Wednesday, December 19, 2007

Fun with Dick and Kevin

It's a good thing haute culture does not consider internet sources to be relevent, since there's nothing more frustrating than not being able to find an exact article to use in your blog. Especially us sports guys, reading articles every day and having those random facts linger in the back of our minds awaiting a trigger word to activate them. We're like Manchurian candidates armed only with a few selective stats and the volume of our own voices.

The reason this springs to mind is because of rumors that Dick Tarnstrom is becoming more likely to be traded from the Oilers. With more healthy defencemen returning to the lineup and the emergence of Tom Gilbert, it would seem that Dick could be moved for, well, something. The Oilers need scoring and can't trade anything to get it. Torres is hurt for a while, maybe gone for the year. Stoll I don't think will go because he was their best player last year until he got hurt, kills penalties, blocks shots, wins faceoffs (best on the Oilers this year, 29th in the league at 52.6. Last year he was 9th at 55.6), and, as I've maintained since they drafted him, is captain material. Frankly, this team cannot afford to trade away any more leadership. Looking at the Leadership Exodus out of Edmonton since the end of 2006 is pretty ugly.

Back to Dick. I'm sure I read somewhere (hence the initial comments) that the reason he chose to come back to Edmonton for his NHL return was that his daughter has a medical condition and Edmonton's medical facilities would be the best place for her. So really, this isn't a trade one wants to see from a human perspective. Unless they package him with Stoll they won't get much for him straight up anyways (even packaging with Stoll you're trading away an impending UFA at $2 million and an impending RFA at $2.2 million. The only teams that would go for it are top teams looking for depth. You won't get roster players back and Stoll and Tarnstrom won't yield first round picks, so why bother). You can't trade him just to move salary because this team still thinks it's playoff-bound, which is certainly possible given their position right now and getting healthier (Disclosure: I picked them to finish in 8th because I'm a big fat homer). Besides, the only way this team makes the playoffs is with both those players healthy and playing to their potential. Before getting hurt, Tarnstrom was the Oilers' best defenseman and Stoll is still capable of pulling his game together and being a secondary scoring threat, both even-strength and on the powerplay. If the team falls off then of course things change, but trading Tarnstrom is just a bad idea for both hockey and PR reasons. Brian Burke made the bright point after trading Andy MacDonald, saying that trading recently-signed Mattieu Schneider (which was widely predicted) probably isn't a good way to attract UFA's in the future. Edmonton may be a lot of things to the rest of the league's players, but with the high turnover rate the last few years the Oilers don't need to create the kind of impression Burke was smart enough to avoid.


◆ TASK BRIEF
What you return should be the full listing, exactly as given.

◆ RECORDED DATA
____

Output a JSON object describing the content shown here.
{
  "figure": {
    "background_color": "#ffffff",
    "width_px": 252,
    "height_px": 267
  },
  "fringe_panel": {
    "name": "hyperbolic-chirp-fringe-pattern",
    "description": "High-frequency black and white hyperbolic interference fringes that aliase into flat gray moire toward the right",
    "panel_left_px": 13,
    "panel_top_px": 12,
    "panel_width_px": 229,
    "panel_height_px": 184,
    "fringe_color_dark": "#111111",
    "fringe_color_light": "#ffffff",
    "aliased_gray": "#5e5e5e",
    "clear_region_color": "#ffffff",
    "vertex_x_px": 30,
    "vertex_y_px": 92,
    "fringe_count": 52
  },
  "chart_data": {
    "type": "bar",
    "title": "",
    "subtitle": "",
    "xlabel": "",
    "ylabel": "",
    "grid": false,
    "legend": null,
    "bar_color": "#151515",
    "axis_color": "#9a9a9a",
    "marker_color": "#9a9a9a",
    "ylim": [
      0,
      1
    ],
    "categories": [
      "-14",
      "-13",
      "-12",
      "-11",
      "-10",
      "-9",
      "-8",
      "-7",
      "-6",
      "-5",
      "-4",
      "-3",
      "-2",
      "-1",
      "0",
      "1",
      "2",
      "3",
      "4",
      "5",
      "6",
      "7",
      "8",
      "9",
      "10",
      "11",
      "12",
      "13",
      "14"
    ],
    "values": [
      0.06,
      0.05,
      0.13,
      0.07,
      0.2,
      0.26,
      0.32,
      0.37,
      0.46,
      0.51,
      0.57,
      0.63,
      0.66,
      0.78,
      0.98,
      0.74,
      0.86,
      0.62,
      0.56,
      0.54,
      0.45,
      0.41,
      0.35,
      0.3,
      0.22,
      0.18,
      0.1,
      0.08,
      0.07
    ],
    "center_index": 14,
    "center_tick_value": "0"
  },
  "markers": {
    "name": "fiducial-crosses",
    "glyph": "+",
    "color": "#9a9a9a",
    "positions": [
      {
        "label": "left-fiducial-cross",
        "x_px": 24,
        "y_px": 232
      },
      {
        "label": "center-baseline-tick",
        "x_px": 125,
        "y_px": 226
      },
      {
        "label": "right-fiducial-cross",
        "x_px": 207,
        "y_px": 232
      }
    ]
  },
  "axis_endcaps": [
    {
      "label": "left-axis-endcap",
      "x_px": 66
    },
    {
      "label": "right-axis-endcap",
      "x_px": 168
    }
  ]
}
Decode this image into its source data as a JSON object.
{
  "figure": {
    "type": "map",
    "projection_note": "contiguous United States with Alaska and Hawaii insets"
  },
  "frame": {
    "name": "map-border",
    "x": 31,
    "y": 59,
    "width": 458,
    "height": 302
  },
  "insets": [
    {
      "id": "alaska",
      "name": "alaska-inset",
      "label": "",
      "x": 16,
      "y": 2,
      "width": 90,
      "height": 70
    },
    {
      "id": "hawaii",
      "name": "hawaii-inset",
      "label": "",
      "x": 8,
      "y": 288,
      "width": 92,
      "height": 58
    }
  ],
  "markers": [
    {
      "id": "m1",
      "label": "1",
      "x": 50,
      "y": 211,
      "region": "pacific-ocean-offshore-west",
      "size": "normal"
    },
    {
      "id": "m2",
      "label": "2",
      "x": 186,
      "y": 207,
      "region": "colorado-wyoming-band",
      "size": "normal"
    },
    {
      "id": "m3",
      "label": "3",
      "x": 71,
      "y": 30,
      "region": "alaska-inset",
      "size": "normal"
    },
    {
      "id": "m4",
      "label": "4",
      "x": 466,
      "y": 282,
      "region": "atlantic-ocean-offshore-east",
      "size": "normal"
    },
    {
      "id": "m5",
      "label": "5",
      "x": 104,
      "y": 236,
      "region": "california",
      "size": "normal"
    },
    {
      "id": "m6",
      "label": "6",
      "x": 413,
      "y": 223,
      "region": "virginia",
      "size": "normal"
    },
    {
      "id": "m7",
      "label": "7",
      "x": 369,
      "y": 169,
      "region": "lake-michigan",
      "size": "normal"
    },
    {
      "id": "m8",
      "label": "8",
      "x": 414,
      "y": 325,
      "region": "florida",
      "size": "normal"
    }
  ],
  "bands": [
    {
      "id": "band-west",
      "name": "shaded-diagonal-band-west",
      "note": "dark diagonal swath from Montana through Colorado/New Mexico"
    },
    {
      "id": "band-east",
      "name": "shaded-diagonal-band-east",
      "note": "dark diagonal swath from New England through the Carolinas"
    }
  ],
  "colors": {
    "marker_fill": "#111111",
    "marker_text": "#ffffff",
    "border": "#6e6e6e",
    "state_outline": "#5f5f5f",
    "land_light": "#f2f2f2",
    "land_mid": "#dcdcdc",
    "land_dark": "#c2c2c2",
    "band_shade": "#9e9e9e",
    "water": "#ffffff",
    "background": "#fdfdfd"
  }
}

____

◆ SOLUTION FOR THIS EXERCISE
Output a JSON object describing the content shown here.
{
  "figure": {
    "background_color": "#ffffff",
    "width_px": 252,
    "height_px": 267
  },
  "fringe_panel": {
    "name": "hyperbolic-chirp-fringe-pattern",
    "description": "High-frequency black and white hyperbolic interference fringes that aliase into flat gray moire toward the right",
    "panel_left_px": 13,
    "panel_top_px": 12,
    "panel_width_px": 229,
    "panel_height_px": 184,
    "fringe_color_dark": "#111111",
    "fringe_color_light": "#ffffff",
    "aliased_gray": "#5e5e5e",
    "clear_region_color": "#ffffff",
    "vertex_x_px": 30,
    "vertex_y_px": 92,
    "fringe_count": 52
  },
  "chart_data": {
    "type": "bar",
    "title": "",
    "subtitle": "",
    "xlabel": "",
    "ylabel": "",
    "grid": false,
    "legend": null,
    "bar_color": "#151515",
    "axis_color": "#9a9a9a",
    "marker_color": "#9a9a9a",
    "ylim": [
      0,
      1
    ],
    "categories": [
      "-14",
      "-13",
      "-12",
      "-11",
      "-10",
      "-9",
      "-8",
      "-7",
      "-6",
      "-5",
      "-4",
      "-3",
      "-2",
      "-1",
      "0",
      "1",
      "2",
      "3",
      "4",
      "5",
      "6",
      "7",
      "8",
      "9",
      "10",
      "11",
      "12",
      "13",
      "14"
    ],
    "values": [
      0.06,
      0.05,
      0.13,
      0.07,
      0.2,
      0.26,
      0.32,
      0.37,
      0.46,
      0.51,
      0.57,
      0.63,
      0.66,
      0.78,
      0.98,
      0.74,
      0.86,
      0.62,
      0.56,
      0.54,
      0.45,
      0.41,
      0.35,
      0.3,
      0.22,
      0.18,
      0.1,
      0.08,
      0.07
    ],
    "center_index": 14,
    "center_tick_value": "0"
  },
  "markers": {
    "name": "fiducial-crosses",
    "glyph": "+",
    "color": "#9a9a9a",
    "positions": [
      {
        "label": "left-fiducial-cross",
        "x_px": 24,
        "y_px": 232
      },
      {
        "label": "center-baseline-tick",
        "x_px": 125,
        "y_px": 226
      },
      {
        "label": "right-fiducial-cross",
        "x_px": 207,
        "y_px": 232
      }
    ]
  },
  "axis_endcaps": [
    {
      "label": "left-axis-endcap",
      "x_px": 66
    },
    {
      "label": "right-axis-endcap",
      "x_px": 168
    }
  ]
}
Decode this image into its source data as a JSON object.
{
  "figure": {
    "type": "map",
    "projection_note": "contiguous United States with Alaska and Hawaii insets"
  },
  "frame": {
    "name": "map-border",
    "x": 31,
    "y": 59,
    "width": 458,
    "height": 302
  },
  "insets": [
    {
      "id": "alaska",
      "name": "alaska-inset",
      "label": "",
      "x": 16,
      "y": 2,
      "width": 90,
      "height": 70
    },
    {
      "id": "hawaii",
      "name": "hawaii-inset",
      "label": "",
      "x": 8,
      "y": 288,
      "width": 92,
      "height": 58
    }
  ],
  "markers": [
    {
      "id": "m1",
      "label": "1",
      "x": 50,
      "y": 211,
      "region": "pacific-ocean-offshore-west",
      "size": "normal"
    },
    {
      "id": "m2",
      "label": "2",
      "x": 186,
      "y": 207,
      "region": "colorado-wyoming-band",
      "size": "normal"
    },
    {
      "id": "m3",
      "label": "3",
      "x": 71,
      "y": 30,
      "region": "alaska-inset",
      "size": "normal"
    },
    {
      "id": "m4",
      "label": "4",
      "x": 466,
      "y": 282,
      "region": "atlantic-ocean-offshore-east",
      "size": "normal"
    },
    {
      "id": "m5",
      "label": "5",
      "x": 104,
      "y": 236,
      "region": "california",
      "size": "normal"
    },
    {
      "id": "m6",
      "label": "6",
      "x": 413,
      "y": 223,
      "region": "virginia",
      "size": "normal"
    },
    {
      "id": "m7",
      "label": "7",
      "x": 369,
      "y": 169,
      "region": "lake-michigan",
      "size": "normal"
    },
    {
      "id": "m8",
      "label": "8",
      "x": 414,
      "y": 325,
      "region": "florida",
      "size": "normal"
    }
  ],
  "bands": [
    {
      "id": "band-west",
      "name": "shaded-diagonal-band-west",
      "note": "dark diagonal swath from Montana through Colorado/New Mexico"
    },
    {
      "id": "band-east",
      "name": "shaded-diagonal-band-east",
      "note": "dark diagonal swath from New England through the Carolinas"
    }
  ],
  "colors": {
    "marker_fill": "#111111",
    "marker_text": "#ffffff",
    "border": "#6e6e6e",
    "state_outline": "#5f5f5f",
    "land_light": "#f2f2f2",
    "land_mid": "#dcdcdc",
    "land_dark": "#c2c2c2",
    "band_shade": "#9e9e9e",
    "water": "#ffffff",
    "background": "#fdfdfd"
  }
}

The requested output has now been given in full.